There is currently a great deal of spilt ink and televisual/internet airtime being committed to the question of China's Belt and Road Initiative (BRI). China's rise, whether it will be peaceful or conflictual, whether the BRI is the exemplar of China's new infrastructure-based empire, and on, and on, occupies many international relations analysts and general observers. Many come laden with conflict underpinning assumptions of a new Cold War, an East Asia turned into tumult, and the usual need for Western nations to impose a new Truman-esque Containment strategy. What many of them do not consider is whether we have seen this before or not.

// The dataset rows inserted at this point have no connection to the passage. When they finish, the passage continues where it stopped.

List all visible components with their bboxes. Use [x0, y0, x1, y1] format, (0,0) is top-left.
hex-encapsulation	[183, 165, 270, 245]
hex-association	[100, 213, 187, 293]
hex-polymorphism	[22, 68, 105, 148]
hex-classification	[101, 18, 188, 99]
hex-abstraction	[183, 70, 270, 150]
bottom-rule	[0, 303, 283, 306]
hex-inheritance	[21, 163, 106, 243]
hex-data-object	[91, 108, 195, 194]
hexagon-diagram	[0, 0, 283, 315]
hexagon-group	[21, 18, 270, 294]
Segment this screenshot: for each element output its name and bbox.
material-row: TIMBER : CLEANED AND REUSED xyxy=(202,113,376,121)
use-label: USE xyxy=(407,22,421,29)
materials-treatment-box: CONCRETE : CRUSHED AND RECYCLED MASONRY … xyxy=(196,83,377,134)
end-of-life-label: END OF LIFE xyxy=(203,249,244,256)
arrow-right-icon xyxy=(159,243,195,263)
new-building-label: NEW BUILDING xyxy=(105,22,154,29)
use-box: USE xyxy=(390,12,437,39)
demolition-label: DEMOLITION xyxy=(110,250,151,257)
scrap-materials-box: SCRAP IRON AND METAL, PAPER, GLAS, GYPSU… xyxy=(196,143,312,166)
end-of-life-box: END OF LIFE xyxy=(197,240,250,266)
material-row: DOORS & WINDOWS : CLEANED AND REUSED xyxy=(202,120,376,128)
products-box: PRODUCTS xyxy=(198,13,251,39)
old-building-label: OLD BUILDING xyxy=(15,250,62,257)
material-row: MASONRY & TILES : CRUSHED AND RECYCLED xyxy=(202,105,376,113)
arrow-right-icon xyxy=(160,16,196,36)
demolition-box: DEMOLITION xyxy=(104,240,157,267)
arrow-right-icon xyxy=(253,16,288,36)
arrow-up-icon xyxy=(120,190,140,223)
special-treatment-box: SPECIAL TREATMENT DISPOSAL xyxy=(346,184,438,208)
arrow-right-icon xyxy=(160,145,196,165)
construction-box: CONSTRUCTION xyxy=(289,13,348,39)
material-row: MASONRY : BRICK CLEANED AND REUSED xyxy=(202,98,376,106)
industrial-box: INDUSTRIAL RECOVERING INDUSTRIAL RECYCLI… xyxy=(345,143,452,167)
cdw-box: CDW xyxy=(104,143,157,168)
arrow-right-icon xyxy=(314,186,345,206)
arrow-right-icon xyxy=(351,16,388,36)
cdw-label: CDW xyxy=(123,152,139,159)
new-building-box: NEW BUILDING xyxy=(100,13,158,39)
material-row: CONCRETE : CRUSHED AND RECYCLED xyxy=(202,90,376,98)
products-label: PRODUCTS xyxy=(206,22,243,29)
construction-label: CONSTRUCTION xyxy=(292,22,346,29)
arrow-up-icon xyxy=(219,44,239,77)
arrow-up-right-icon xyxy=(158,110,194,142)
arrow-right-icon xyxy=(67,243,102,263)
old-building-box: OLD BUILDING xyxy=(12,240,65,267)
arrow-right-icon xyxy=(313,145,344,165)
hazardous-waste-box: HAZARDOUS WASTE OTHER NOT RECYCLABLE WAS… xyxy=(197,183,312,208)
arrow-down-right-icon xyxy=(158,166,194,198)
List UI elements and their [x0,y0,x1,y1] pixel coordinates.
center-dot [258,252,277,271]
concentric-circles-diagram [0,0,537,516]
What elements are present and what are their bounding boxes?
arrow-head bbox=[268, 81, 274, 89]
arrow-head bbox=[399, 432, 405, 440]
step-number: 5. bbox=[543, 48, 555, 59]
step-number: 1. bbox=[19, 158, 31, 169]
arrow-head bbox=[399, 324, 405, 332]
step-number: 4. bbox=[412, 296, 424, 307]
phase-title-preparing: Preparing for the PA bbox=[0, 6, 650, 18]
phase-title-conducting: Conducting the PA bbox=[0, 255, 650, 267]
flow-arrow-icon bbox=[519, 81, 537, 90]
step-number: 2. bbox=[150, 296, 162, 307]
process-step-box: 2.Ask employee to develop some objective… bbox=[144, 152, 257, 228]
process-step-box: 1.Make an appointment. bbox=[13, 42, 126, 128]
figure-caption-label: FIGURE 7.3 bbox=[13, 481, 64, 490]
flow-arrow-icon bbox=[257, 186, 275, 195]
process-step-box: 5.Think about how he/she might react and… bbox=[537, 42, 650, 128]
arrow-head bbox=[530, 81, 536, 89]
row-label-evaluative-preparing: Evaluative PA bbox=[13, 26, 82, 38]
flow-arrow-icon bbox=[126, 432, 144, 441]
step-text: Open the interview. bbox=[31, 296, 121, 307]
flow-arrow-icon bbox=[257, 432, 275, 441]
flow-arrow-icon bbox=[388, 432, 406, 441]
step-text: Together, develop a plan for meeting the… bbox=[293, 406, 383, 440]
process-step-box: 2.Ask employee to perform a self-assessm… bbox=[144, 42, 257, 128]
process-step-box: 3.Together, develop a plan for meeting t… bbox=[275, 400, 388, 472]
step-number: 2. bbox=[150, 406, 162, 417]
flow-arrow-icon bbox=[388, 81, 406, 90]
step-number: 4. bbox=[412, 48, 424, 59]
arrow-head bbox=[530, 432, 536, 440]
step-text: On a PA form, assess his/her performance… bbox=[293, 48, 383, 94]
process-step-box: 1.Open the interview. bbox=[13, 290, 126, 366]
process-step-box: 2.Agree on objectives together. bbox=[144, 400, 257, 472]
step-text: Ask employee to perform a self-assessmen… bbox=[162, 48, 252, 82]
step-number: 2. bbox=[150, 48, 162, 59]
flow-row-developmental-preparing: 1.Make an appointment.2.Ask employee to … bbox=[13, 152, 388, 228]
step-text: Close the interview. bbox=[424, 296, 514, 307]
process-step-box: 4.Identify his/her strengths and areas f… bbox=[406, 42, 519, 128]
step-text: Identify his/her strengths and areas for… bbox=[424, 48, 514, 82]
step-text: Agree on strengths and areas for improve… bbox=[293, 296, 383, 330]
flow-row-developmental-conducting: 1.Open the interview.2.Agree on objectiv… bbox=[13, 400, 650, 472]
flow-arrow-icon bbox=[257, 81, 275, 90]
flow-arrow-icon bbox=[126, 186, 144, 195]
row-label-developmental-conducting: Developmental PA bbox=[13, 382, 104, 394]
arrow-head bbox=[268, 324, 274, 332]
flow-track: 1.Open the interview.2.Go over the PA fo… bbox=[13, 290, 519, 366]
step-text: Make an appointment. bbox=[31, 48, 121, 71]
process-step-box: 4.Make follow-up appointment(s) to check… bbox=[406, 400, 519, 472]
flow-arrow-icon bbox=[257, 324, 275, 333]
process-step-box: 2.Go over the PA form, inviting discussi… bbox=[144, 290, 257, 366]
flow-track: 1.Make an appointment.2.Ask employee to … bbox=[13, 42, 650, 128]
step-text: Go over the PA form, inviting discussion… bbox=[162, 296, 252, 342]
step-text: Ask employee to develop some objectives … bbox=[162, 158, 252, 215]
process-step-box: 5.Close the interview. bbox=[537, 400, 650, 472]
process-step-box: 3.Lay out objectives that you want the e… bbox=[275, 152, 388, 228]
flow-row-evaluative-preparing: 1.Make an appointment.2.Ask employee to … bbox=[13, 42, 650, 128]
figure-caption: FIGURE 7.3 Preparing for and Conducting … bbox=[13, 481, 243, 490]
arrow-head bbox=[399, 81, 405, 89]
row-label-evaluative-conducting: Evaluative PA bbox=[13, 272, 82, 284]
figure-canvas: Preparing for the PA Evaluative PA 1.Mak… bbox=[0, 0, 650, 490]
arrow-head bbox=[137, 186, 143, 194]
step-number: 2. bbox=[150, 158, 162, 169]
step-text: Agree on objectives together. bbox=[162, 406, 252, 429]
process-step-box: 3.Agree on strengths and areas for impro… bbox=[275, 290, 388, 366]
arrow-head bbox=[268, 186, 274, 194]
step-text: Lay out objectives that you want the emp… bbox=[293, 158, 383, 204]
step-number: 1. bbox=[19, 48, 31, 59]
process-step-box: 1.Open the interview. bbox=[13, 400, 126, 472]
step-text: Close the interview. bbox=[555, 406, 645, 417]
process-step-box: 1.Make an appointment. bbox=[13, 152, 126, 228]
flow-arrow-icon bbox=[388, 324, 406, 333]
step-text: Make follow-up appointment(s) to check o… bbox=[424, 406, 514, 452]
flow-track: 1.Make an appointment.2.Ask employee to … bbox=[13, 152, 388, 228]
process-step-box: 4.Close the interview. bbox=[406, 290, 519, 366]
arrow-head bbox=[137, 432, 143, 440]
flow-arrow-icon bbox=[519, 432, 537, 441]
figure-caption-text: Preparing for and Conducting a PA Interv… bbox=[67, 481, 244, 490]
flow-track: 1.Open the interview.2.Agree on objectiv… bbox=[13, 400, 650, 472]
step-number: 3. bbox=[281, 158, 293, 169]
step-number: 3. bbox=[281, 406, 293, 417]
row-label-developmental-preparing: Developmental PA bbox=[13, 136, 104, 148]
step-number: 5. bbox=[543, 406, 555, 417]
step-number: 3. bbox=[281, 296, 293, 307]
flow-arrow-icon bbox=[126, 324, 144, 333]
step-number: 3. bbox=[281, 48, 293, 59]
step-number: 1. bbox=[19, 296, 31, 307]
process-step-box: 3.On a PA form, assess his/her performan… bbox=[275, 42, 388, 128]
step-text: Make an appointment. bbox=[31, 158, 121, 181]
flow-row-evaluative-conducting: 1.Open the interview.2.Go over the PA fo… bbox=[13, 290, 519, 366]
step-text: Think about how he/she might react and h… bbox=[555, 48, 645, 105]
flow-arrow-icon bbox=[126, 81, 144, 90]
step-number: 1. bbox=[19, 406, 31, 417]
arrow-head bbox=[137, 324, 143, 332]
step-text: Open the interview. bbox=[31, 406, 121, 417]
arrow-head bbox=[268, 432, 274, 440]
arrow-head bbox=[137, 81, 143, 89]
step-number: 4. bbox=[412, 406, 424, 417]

That is not what Nikolay Murashkin has done. In his book — Japan and the New Silk Road: Diplomacy, Development and Connectivity — Murashkin aims to highlight how Japan's relations with Central Asia (CA) between the mid-1990s and mid-2000s, interesting and important though they are in their own right, demonstrate how China's capital and infrastructure plans run very akin to what Japan has been doing since the end of World War Two. China's BRI commitments to Central Asia are huge, and the Eurasian BRI section represents the geo-economic bridge north-west between China and south-southWestern Russia, west across the Caspian Sea into Turkey and further afield into Europe, and south-west into Afghanistan and Iran. This is why this book is such an important topic of focus. But Japan has also regularly forwarded such grand visions, from the Asian Highway Network to various Southeast Asia corridor-based frameworks. Indeed, has also been keen on developing infrastructure in Central Asia. Japan may have had its heyday in

* Book review: Murashkin, N. (2020), Japan and the New Silk Road: Diplomacy, Development and Connectivity, London and New York: Routledge. 242 p.

© St. Petersburg State University, 2021

the 1980s when everyone wanted to study Japanese management and kanji characters, but Japan did not retreat into a cave and adopt a reactive foreign policy. Far from it, Japan has been active in the region building politico-economic connections. So, it is a welcome book that attempts to bring Japan's international relations back into the world of proactivity and strategic thinking that China often models its own activities on.

Equally as myopic and ahistorical from many observers is the simplistic view many have of Japan's foreign policy. Dominated by definitions of security based on military capacity and of the apparently in-built conflict laden into international relations, we see endless commentary of 'competition' and 'conflict' between great powers such as Japan and China while ignoring the many examples of cooperation. This is due (a) to the fact that many do not focus on security defined by economic power, which is how most international relations operate day-today, and (b) that many do not understand Japan's history, institutions, and personalities that operate its foreign policy. This author aims to dissolve these assumptions too. With a combination of Japan-specialist knowledge of history and institutions coupled with extensive field work elite interviewing, the author reveals in this book how and why Japan's relations with Central Asia have shifted over the past three decades, and why there is no sharp-ended Kipling-esque 'Great Game' going on in Central Asia.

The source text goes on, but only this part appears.